London: In a broad clampdown designed to strangle Russia’s war machine, Britain has targeted two of Moscow’s biggest oil giants, Rosneft and Lukoil – along with prominent figures in India and China.
Announcing the move just days after Prime Minister Keir Starmer was in India, it catches Nayara Energy Limited — the Russian majority-owned refinery in Gujarat — for its predilection for Russian crude.
Nayara, which last year alone took 100 million barrels of Russian crude valued at more than $5 billion (£3.75bn), will now have its assets frozen and services barred. This is as state-owned Indian refineries reduced purchases of Russian ‘black gold’ by more than 45% from June to September 2025, Kpler figures indicate. Four Chinese oil terminals and 44 vessels belonging to Russia’s opaque “ghost fleet” of ageing tankers evading Western oversight also feature on the blacklist, cutting the flow of some 3.1 million barrels a day in daily exports.
Chancellor Rachel Reeves said the 90 new measures were a “significant blow” to Vladimir Putin’s war against Ukraine funding machine. “We are sending an obvious message: Russian oil is off the global market,” she declared, promising to increase pressure on third-country firms that support Moscow’s exports. Together the two produce almost half of Russia’s output (flirting with 6% of world supply) and have now been targeted more than any other Russian energy asset by UK sanctions.
The Foreign Secretary, Yvette Cooper, repeated the determination: “We will turn the screw – teamwork with allies piling on the pain – oil, gas and shadows until Putin ends his illegal war. G7 nations consider asset freezes, and this escalation signals Britain’s unwavering approach to turning the screw on energy lifelines that fuel conflict.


Exercise: What is the number of lines in the data that include the string "Billing"? Give it by itself.

Excerpts from a figure dataset:
□ □ □

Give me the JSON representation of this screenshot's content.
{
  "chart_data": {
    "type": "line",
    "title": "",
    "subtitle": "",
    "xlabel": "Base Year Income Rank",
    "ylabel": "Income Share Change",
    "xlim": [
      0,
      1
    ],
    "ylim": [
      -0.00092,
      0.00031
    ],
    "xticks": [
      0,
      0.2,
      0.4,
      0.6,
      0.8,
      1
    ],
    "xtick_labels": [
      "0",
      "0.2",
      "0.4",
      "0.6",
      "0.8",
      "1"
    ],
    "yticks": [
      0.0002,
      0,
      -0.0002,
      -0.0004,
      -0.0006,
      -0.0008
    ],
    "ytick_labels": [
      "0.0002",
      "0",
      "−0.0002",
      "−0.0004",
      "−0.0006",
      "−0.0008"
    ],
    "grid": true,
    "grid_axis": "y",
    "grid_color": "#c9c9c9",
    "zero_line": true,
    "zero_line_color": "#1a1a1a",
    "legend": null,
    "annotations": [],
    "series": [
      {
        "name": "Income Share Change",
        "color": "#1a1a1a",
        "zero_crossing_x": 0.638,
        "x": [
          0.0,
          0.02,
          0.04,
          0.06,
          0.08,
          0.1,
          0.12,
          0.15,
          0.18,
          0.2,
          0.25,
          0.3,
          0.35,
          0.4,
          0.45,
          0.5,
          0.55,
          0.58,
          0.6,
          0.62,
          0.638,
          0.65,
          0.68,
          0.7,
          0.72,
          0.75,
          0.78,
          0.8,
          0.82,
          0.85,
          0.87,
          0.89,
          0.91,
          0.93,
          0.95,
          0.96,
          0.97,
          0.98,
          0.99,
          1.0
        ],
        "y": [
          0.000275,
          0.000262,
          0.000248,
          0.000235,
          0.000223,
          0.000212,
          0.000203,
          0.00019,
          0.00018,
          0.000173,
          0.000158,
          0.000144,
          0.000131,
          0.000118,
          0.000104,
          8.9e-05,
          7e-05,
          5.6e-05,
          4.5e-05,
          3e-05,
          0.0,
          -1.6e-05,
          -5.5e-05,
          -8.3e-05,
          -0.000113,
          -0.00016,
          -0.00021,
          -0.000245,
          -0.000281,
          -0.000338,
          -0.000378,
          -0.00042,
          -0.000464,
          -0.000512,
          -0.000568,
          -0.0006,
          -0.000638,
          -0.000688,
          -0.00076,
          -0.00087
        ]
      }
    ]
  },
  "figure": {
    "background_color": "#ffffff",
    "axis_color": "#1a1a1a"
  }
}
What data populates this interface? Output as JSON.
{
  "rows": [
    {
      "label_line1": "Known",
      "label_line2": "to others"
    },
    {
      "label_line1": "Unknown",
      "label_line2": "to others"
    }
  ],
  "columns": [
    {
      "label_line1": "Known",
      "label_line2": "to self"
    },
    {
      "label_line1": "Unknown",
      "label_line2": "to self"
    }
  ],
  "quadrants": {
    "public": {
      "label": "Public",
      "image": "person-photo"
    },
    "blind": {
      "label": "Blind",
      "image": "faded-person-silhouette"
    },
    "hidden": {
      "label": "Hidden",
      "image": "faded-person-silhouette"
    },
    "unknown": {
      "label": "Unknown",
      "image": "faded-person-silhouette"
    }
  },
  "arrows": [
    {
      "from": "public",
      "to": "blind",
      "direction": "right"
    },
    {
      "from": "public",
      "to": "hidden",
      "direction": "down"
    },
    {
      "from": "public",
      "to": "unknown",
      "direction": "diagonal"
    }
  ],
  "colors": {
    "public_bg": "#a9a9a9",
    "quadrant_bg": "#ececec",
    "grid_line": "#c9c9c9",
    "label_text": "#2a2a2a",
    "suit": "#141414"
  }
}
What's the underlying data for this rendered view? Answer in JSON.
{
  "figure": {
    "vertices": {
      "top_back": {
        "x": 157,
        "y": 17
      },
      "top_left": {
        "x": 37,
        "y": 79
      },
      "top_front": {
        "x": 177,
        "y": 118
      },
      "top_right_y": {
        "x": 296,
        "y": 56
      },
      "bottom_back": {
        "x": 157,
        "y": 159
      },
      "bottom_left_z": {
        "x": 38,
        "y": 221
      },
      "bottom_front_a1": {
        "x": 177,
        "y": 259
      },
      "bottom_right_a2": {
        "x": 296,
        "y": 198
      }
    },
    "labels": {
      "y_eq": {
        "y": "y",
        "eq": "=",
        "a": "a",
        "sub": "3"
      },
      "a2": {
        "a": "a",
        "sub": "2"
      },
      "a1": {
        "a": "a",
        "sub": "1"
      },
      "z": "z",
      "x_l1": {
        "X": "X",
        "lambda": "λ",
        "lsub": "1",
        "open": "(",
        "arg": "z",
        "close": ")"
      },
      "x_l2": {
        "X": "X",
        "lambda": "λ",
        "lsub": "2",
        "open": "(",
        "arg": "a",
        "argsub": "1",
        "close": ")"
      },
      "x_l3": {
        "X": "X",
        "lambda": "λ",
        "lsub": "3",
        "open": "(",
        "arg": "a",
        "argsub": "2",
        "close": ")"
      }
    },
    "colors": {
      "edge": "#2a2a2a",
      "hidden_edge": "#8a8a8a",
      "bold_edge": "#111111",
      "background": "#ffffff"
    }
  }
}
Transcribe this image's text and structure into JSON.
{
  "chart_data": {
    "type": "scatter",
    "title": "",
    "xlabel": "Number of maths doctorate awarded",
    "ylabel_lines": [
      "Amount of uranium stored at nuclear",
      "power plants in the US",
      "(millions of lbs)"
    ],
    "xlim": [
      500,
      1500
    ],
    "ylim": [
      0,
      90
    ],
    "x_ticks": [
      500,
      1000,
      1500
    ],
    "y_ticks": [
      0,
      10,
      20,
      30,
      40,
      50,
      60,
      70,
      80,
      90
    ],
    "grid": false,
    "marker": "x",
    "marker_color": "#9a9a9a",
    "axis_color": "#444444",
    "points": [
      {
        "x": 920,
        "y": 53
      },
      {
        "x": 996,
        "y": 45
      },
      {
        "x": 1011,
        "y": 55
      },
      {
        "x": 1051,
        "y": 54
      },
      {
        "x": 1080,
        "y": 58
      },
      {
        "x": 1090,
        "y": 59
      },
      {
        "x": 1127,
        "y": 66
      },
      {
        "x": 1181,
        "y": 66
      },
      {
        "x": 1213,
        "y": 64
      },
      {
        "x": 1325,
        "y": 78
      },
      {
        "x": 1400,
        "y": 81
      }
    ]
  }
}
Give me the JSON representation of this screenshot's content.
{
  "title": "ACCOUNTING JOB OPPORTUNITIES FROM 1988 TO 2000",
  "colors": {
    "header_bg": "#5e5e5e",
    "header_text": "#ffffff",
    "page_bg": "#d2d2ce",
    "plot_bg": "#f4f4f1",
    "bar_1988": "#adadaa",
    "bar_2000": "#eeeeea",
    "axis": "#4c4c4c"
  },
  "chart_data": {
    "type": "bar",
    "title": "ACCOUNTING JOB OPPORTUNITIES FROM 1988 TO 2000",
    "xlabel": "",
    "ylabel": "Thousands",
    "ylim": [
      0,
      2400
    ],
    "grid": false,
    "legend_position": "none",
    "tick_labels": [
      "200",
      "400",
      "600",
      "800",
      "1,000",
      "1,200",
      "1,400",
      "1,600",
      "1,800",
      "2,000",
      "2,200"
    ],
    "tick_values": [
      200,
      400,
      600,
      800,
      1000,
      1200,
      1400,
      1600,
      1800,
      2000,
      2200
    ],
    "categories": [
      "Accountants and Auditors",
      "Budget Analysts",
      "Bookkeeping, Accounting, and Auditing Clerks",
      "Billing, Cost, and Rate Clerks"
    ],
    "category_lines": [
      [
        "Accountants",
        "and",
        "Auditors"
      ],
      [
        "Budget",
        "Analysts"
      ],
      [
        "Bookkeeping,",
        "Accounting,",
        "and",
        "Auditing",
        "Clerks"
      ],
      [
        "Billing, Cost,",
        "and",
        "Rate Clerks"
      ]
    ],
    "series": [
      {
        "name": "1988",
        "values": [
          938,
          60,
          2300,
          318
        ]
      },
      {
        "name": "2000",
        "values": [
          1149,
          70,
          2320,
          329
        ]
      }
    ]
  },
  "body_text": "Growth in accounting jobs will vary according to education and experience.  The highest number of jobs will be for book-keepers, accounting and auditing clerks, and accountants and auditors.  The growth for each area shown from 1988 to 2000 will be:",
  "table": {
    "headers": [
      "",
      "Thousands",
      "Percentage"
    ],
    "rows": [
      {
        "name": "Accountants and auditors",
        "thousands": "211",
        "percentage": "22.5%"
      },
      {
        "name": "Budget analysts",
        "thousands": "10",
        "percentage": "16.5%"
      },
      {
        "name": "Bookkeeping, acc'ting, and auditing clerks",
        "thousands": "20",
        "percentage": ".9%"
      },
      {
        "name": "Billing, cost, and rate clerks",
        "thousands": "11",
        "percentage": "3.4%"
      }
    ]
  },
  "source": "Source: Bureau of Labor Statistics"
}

□ □ □

Completed task: 3